Author: Jane Little Botkin
Publisher: University of Oklahoma Press
Published: 2017-05-25
Total Pages: 535
ISBN-13: 0806157917
DOWNLOAD EBOOKFranklin Henry Little (1878–1917), an organizer for the Western Federation of Miners and the Industrial Workers of the World (IWW), fought in some of the early twentieth century’s most contentious labor and free-speech struggles. Following his lynching in Butte, Montana, his life and legacy became shrouded in tragedy and family secrets. In Frank Little and the IWW, author Jane Little Botkin chronicles her great-granduncle’s fascinating life and reveals its connections to the history of American labor and the first Red Scare. Beginning with Little’s childhood in Missouri and territorial Oklahoma, Botkin recounts his evolution as a renowned organizer and agitator on behalf of workers in corporate agriculture, oil, logging, and mining.

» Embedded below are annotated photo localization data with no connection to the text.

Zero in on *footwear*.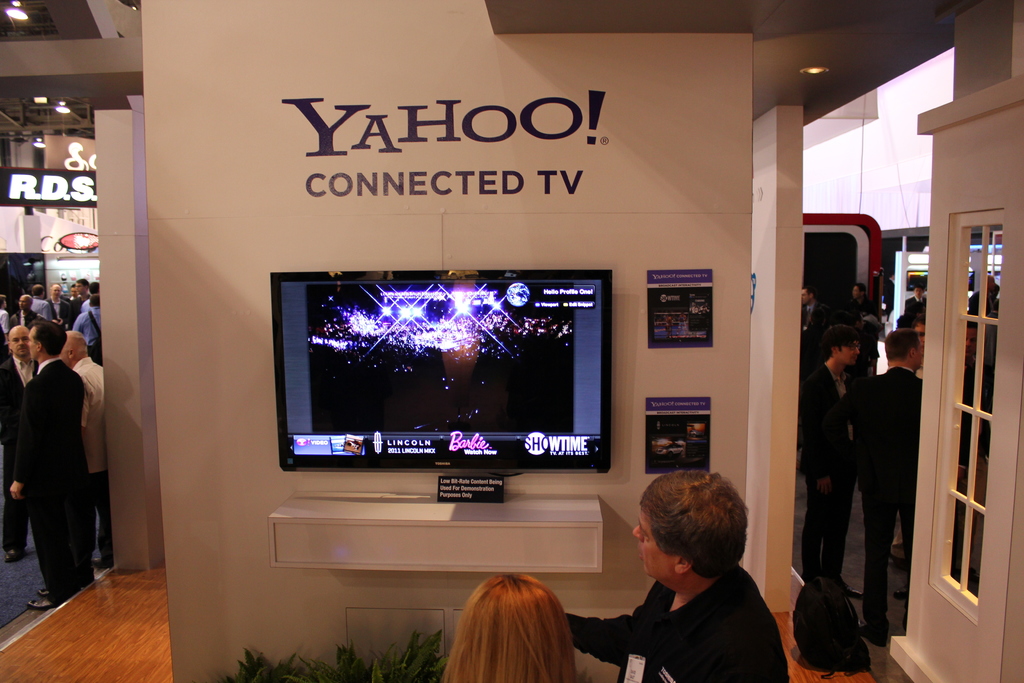
Zeroed in: <bbox>25, 597, 55, 613</bbox>.
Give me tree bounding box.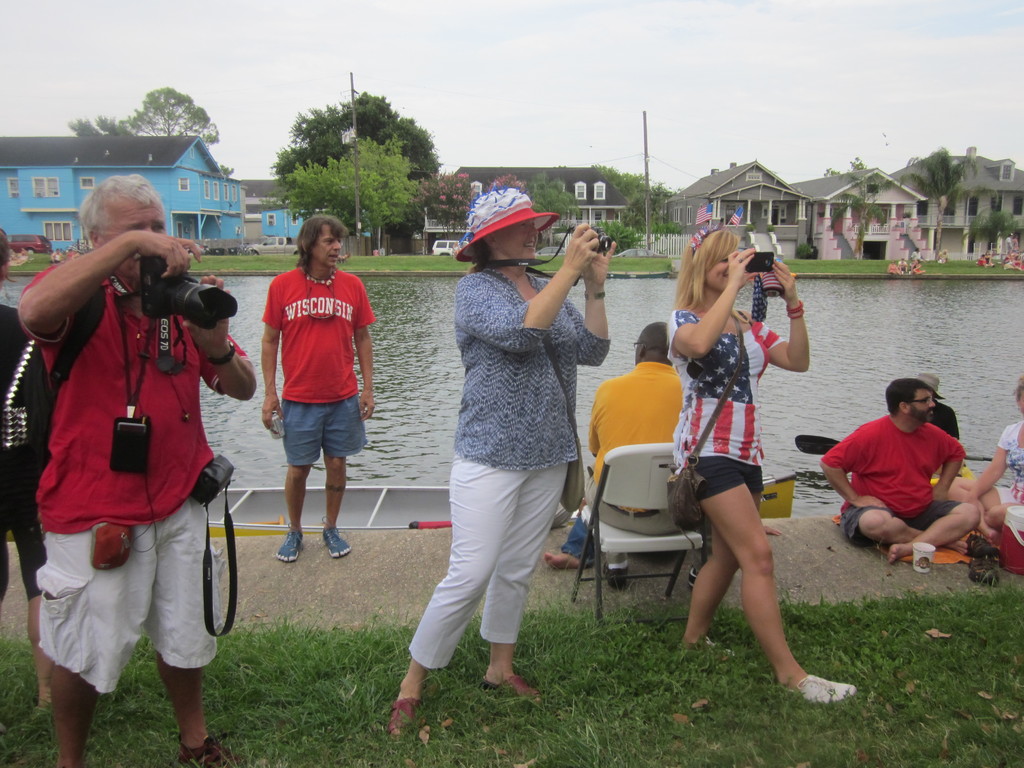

Frank Little traveled the West and Midwest to gather workers beneath the banner of the Wobblies (as IWW members were known), making soapbox speeches on city street corners, organizing strikes, and writing polemics against unfair labor practices. His brother and sister-in-law also joined the fight for labor, but it was Frank who led the charge—and who was regularly threatened, incarcerated, and assaulted for his efforts. In his final battles in Arizona and Montana, Botkin shows, Little and the IWW leadership faced their strongest opponent yet as powerful copper magnates countered union efforts with deep-laid networks of spies and gunmen, an antilabor press, and local vigilantes. For a time, Frank Little’s murder became a rallying cry for the IWW. But after the United States entered the Great War and Congress passed the Sedition Act (1918) to ensure support for the war effort, many politicians and corporations used the act to target labor “radicals,” squelch dissent, and inspire vigilantism. Like other wage-working families smeared with the traitor label, the Little family endured raids, arrests, and indictments in IWW trials. Having scoured the West for firsthand sources in family, library, and museum collections, Botkin melds the personal narrative of an American family with the story of the labor movements that once shook the nation to its core. In doing so, she throws into sharp relief the lingering consequences of political repression.
Author: Michigan. Supreme Court
Publisher:
Published: 1912
Total Pages: 812
ISBN-13:
DOWNLOAD EBOOKAuthor: John A. Farrell
Publisher: Vintage
Published: 2012-05-01
Total Pages: 594
ISBN-13: 0767927591
DOWNLOAD EBOOKWinner of the Los Angeles Times Book Prize for Biography The definitive biography of Clarence Darrow, the brilliant, idiosyncratic lawyer who defended John Scopes in the “Monkey Trial” and gave voice to the populist masses at the turn of the twentieth century, thus changing American law forever. Amidst the tumult of the industrial age and the progressive era, Clarence Darrow became America’s greatest defense attorney, successfully championing poor workers, blacks, and social and political outcasts, against big business, fundamentalist religion, Jim Crow, and the US government. His courtroom style—a mixture of passion, improvisation, charm, and tactical genius—won miraculous reprieves for men doomed to hang. In Farrell’s hands, Darrow is a Byronic figure, a renegade whose commitment to liberty led him to heroic courtroom battles and legal trickery alike.